» **Input records**:
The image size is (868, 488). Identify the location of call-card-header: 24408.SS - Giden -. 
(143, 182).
--
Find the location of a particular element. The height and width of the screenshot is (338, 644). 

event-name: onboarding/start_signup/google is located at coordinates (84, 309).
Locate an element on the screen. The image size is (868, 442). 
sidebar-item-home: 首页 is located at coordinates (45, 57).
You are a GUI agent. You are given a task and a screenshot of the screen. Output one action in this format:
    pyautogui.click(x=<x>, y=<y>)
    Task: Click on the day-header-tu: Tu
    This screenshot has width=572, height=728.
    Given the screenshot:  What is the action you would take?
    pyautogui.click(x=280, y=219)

» **Task details**:
Everything from the line containing "You are a GUI" through the line containing "This screenshot has" in the material above should be retyped exactly, both ends included, and nothing more.

» **Exercise answer**:
You are a GUI agent. You are given a task and a screenshot of the screen. Output one action in this format:
    pyautogui.click(x=<x>, y=<y>)
    Task: Click on the day-header-tu: Tu
    This screenshot has width=572, height=728.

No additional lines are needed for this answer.